Other than these and the Tallman family reunion 1913 news article, John Henry Titus is conspicuously absent from Tarrytown, New York. If only in the village fleeting moments, if at all, why call himself the Bard of Tarrytown? We surmise he intended to attach himself to the reputation of Tarrytown resident Washington Irving, whose influence on American literature was still high during Titus’s formative years. This is evident in Titus’s attempt to associate his own father with both Irving and Edgar Allan Poe.
Titus’s collaboration with Elizabeth Pfleiderer on the 1933 annotated version of “The Face on the Barroom Floor” also attempts an Irving connection by issuing the slim volume under the name Pocantico Publication, 503 West 45th Street, New York, NY. This four-story brick walkup in Hells Kitchen surely was not the location of an imprint of a New York publishing firm.

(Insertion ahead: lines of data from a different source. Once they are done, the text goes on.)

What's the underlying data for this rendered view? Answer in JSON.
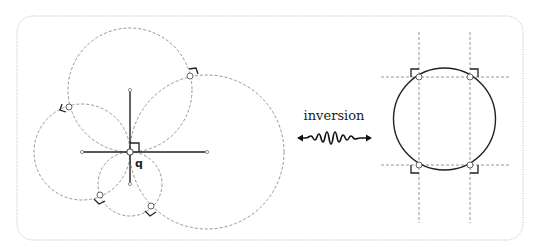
{
  "diagram": {
    "point_label": "q",
    "arrow_label": "inversion",
    "colors": {
      "frame": "#bdbdbd",
      "dashed": "#8a8a8a",
      "solid": "#222222",
      "point_fill": "#ffffff",
      "point_stroke": "#555555"
    },
    "left_panel": {
      "center_q": [
        130,
        152
      ],
      "cross_lines": [
        {
          "from": [
            82,
            152
          ],
          "to": [
            207,
            152
          ]
        },
        {
          "from": [
            130,
            90
          ],
          "to": [
            130,
            184
          ]
        }
      ],
      "circles": [
        {
          "name": "top",
          "cx": 130,
          "cy": 90,
          "r": 62
        },
        {
          "name": "right",
          "cx": 207,
          "cy": 152,
          "r": 77
        },
        {
          "name": "left",
          "cx": 82,
          "cy": 152,
          "r": 48
        },
        {
          "name": "bottom",
          "cx": 130,
          "cy": 184,
          "r": 32
        }
      ],
      "intersections": [
        [
          69,
          107
        ],
        [
          190,
          76
        ],
        [
          100,
          195
        ],
        [
          150,
          207
        ]
      ]
    },
    "right_panel": {
      "circle": {
        "cx": 444,
        "cy": 120,
        "r": 51
      },
      "vertical_lines_x": [
        419,
        470
      ],
      "horizontal_lines_y": [
        77,
        165
      ],
      "intersections": [
        [
          419,
          77
        ],
        [
          470,
          77
        ],
        [
          419,
          165
        ],
        [
          470,
          165
        ]
      ]
    }
  }
}
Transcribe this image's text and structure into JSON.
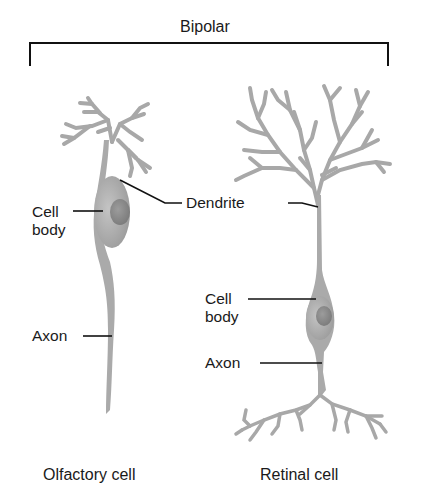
{
  "title": "Bipolar",
  "olfactory": {
    "caption": "Olfactory cell",
    "labels": {
      "cell_body_line1": "Cell",
      "cell_body_line2": "body",
      "axon": "Axon"
    }
  },
  "shared": {
    "dendrite": "Dendrite"
  },
  "retinal": {
    "caption": "Retinal cell",
    "labels": {
      "cell_body_line1": "Cell",
      "cell_body_line2": "body",
      "axon": "Axon"
    }
  },
  "colors": {
    "neuron_fill": "#a9a9a9",
    "neuron_body": "#b3b3b3",
    "nucleus": "#8e8e8e",
    "leader_line": "#111111"
  }
}
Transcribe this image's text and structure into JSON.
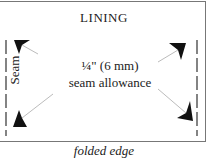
{
  "diagram": {
    "title": "LINING",
    "center_line1": "¼\" (6 mm)",
    "center_line2": "seam allowance",
    "side_label": "Seam",
    "caption": "folded edge",
    "colors": {
      "border": "#777777",
      "arrow": "#111111",
      "leader": "#aaaaaa",
      "seam_line": "#333333"
    }
  }
}
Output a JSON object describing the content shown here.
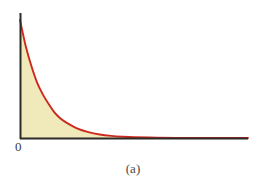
{
  "figure": {
    "caption": "(a)",
    "origin_label": "0",
    "background_color": "#ffffff"
  },
  "colors": {
    "curve": "#cc2a1e",
    "fill": "#f0e9b9",
    "axis": "#2b2b28",
    "text": "#3a3a36"
  },
  "chart_data": {
    "type": "area",
    "title": "",
    "subtitle": "",
    "xlabel": "",
    "ylabel": "",
    "caption": "(a)",
    "grid": false,
    "legend": null,
    "axis_style": "two-axis-no-ticks",
    "tick_labels": {
      "x": [
        "0"
      ],
      "y": []
    },
    "xlim": [
      0,
      10
    ],
    "ylim": [
      0,
      1
    ],
    "series": [
      {
        "name": "exponential-decay",
        "color": "#cc2a1e",
        "filled": true,
        "fill_color": "#f0e9b9",
        "x": [
          0,
          0.25,
          0.5,
          0.75,
          1,
          1.25,
          1.5,
          1.75,
          2,
          2.5,
          3,
          3.5,
          4,
          4.5,
          5,
          6,
          7,
          8,
          9,
          10
        ],
        "y": [
          1.0,
          0.78,
          0.61,
          0.47,
          0.37,
          0.29,
          0.22,
          0.17,
          0.135,
          0.082,
          0.05,
          0.03,
          0.018,
          0.011,
          0.0067,
          0.0025,
          0.0009,
          0.0003,
          0.0001,
          0.0
        ]
      }
    ]
  },
  "geometry": {
    "axis_x_px": 20,
    "axis_y_px": 138,
    "axis_top_px": 13,
    "axis_right_px": 248,
    "curve_start_y_px": 20
  }
}
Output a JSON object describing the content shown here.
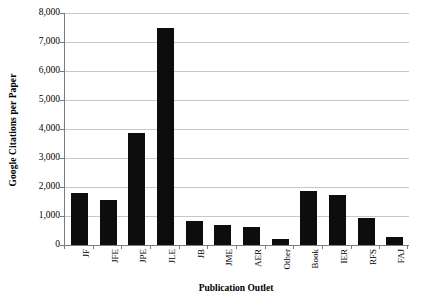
{
  "chart_data": {
    "type": "bar",
    "title": "",
    "xlabel": "Publication Outlet",
    "ylabel": "Google Citations per Paper",
    "categories": [
      "JF",
      "JFE",
      "JPE",
      "JLE",
      "JB",
      "JME",
      "AER",
      "Other",
      "Book",
      "IER",
      "RFS",
      "FAJ"
    ],
    "values": [
      1790,
      1550,
      3850,
      7500,
      830,
      700,
      630,
      210,
      1870,
      1720,
      930,
      270
    ],
    "ylim": [
      0,
      8000
    ],
    "ytick_labels": [
      "8,000",
      "7,000",
      "6,000",
      "5,000",
      "4,000",
      "3,000",
      "2,000",
      "1,000",
      "0"
    ],
    "ytick_values": [
      8000,
      7000,
      6000,
      5000,
      4000,
      3000,
      2000,
      1000,
      0
    ],
    "grid": true,
    "legend": "none",
    "bar_color": "#0d0d0d",
    "gridline_color": "#c8c8c8",
    "axis_color": "#7d7d7d",
    "background_color": "#ffffff"
  }
}
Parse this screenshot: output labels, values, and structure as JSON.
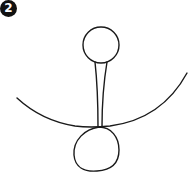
{
  "step_badge": {
    "label": "2",
    "color": "#111111",
    "text_color": "#ffffff"
  },
  "figure": {
    "stroke_color": "#1a1a1a",
    "background": "#ffffff",
    "parts": [
      "upper-circle",
      "stem",
      "arc",
      "lower-circle"
    ]
  }
}
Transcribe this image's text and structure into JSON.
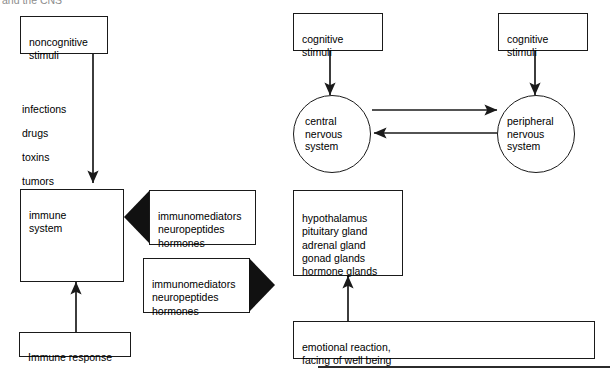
{
  "diagram": {
    "title_clipped": "and the CNS",
    "stimuli_list": "infections\ndrugs\ntoxins\ntumors",
    "nodes": {
      "noncognitive_stimuli": "noncognitive\nstimuli",
      "immune_system": "immune\nsystem",
      "immune_response": "Immune response",
      "cognitive_stimuli_left": "cognitive\nstimuli",
      "cognitive_stimuli_right": "cognitive\nstimuli",
      "central_nervous_system": "central\nnervous\nsystem",
      "peripheral_nervous_system": "peripheral\nnervous\nsystem",
      "endocrine_glands": "hypothalamus\npituitary gland\nadrenal gland\ngonad glands\nhormone glands",
      "emotional_reaction": "emotional reaction,\nfacing of well being"
    },
    "mediator_arrow_to_immune": "immunomediators\nneuropeptides\nhormones",
    "mediator_arrow_to_cns": "immunomediators\nneuropeptides\nhormones",
    "colors": {
      "stroke": "#1a1a1a",
      "fill": "#ffffff",
      "arrow_head": "#111111",
      "background": "#ffffff"
    }
  }
}
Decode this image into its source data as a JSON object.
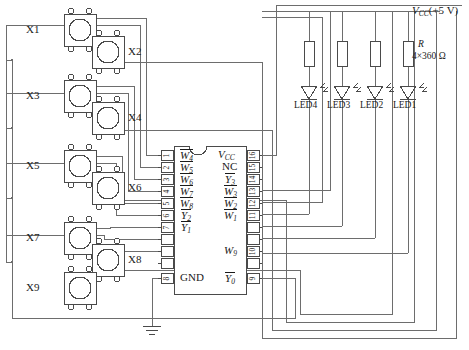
{
  "diagram": {
    "power_rail": {
      "label": "VCC (+5 V)",
      "symbol": "V",
      "sub": "CC",
      "suffix": "(+5 V)"
    },
    "resistor_block": {
      "designator": "R",
      "value": "4×360 Ω"
    }
  },
  "switches": [
    {
      "name": "X1",
      "label": "X1",
      "label_side": "left",
      "x": 64,
      "y": 14
    },
    {
      "name": "X2",
      "label": "X2",
      "label_side": "right",
      "x": 92,
      "y": 36
    },
    {
      "name": "X3",
      "label": "X3",
      "label_side": "left",
      "x": 64,
      "y": 80
    },
    {
      "name": "X4",
      "label": "X4",
      "label_side": "right",
      "x": 92,
      "y": 102
    },
    {
      "name": "X5",
      "label": "X5",
      "label_side": "left",
      "x": 64,
      "y": 150
    },
    {
      "name": "X6",
      "label": "X6",
      "label_side": "right",
      "x": 92,
      "y": 172
    },
    {
      "name": "X7",
      "label": "X7",
      "label_side": "left",
      "x": 64,
      "y": 222
    },
    {
      "name": "X8",
      "label": "X8",
      "label_side": "right",
      "x": 92,
      "y": 244
    },
    {
      "name": "X9",
      "label": "X9",
      "label_side": "left",
      "x": 64,
      "y": 272
    }
  ],
  "ic": {
    "name": "keyboard-encoder-ic",
    "left_pins": [
      {
        "num": "1",
        "label": "W4",
        "base": "W",
        "sub": "4",
        "overline": true
      },
      {
        "num": "2",
        "label": "W5",
        "base": "W",
        "sub": "5",
        "overline": true
      },
      {
        "num": "3",
        "label": "W6",
        "base": "W",
        "sub": "6",
        "overline": true
      },
      {
        "num": "4",
        "label": "W7",
        "base": "W",
        "sub": "7",
        "overline": true
      },
      {
        "num": "5",
        "label": "W8",
        "base": "W",
        "sub": "8",
        "overline": true
      },
      {
        "num": "6",
        "label": "Y2",
        "base": "Y",
        "sub": "2",
        "overline": true
      },
      {
        "num": "7",
        "label": "Y1",
        "base": "Y",
        "sub": "1",
        "overline": true
      },
      {
        "num": "8",
        "label": "GND",
        "base": "GND",
        "sub": "",
        "overline": false
      }
    ],
    "right_pins": [
      {
        "num": "16",
        "label": "VCC",
        "base": "V",
        "sub": "CC",
        "overline": false
      },
      {
        "num": "15",
        "label": "NC",
        "base": "NC",
        "sub": "",
        "overline": false
      },
      {
        "num": "14",
        "label": "Y3",
        "base": "Y",
        "sub": "3",
        "overline": true
      },
      {
        "num": "13",
        "label": "W3",
        "base": "W",
        "sub": "3",
        "overline": true
      },
      {
        "num": "12",
        "label": "W2",
        "base": "W",
        "sub": "2",
        "overline": true
      },
      {
        "num": "11",
        "label": "W1",
        "base": "W",
        "sub": "1",
        "overline": true
      },
      {
        "num": "10",
        "label": "W9",
        "base": "W",
        "sub": "9",
        "overline": false
      },
      {
        "num": "9",
        "label": "Y0",
        "base": "Y",
        "sub": "0",
        "overline": true
      }
    ]
  },
  "leds": [
    {
      "name": "LED4",
      "label": "LED4",
      "x": 309
    },
    {
      "name": "LED3",
      "label": "LED3",
      "x": 342
    },
    {
      "name": "LED2",
      "label": "LED2",
      "x": 375
    },
    {
      "name": "LED1",
      "label": "LED1",
      "x": 408
    }
  ],
  "ground": {
    "name": "ground-symbol",
    "x": 152,
    "y": 330
  },
  "colors": {
    "wire": "#6d6d6d",
    "outline": "#4a4a4a",
    "text": "#1a1a1a",
    "bg": "#ffffff"
  }
}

The book was almost certainly published privately. Borrowing the name of the Pocantico River from Irving’s “The Legend of Sleepy Hollow” sure seems an attempt to wrap himself in the reputation of the famous author.
Although he claimed to have written more than 1,500 poems across his lifetime, the only other known published book of his poetry is described in an obscure catalog at the New York Public Library. Titled The Bard in verse. War is Hell, and others, authorship is listed as “John Henry Titus, the bard of Tarrytown-on-Hudson”. It was published by Pocantico Colony in 1916. We have not yet located a copy.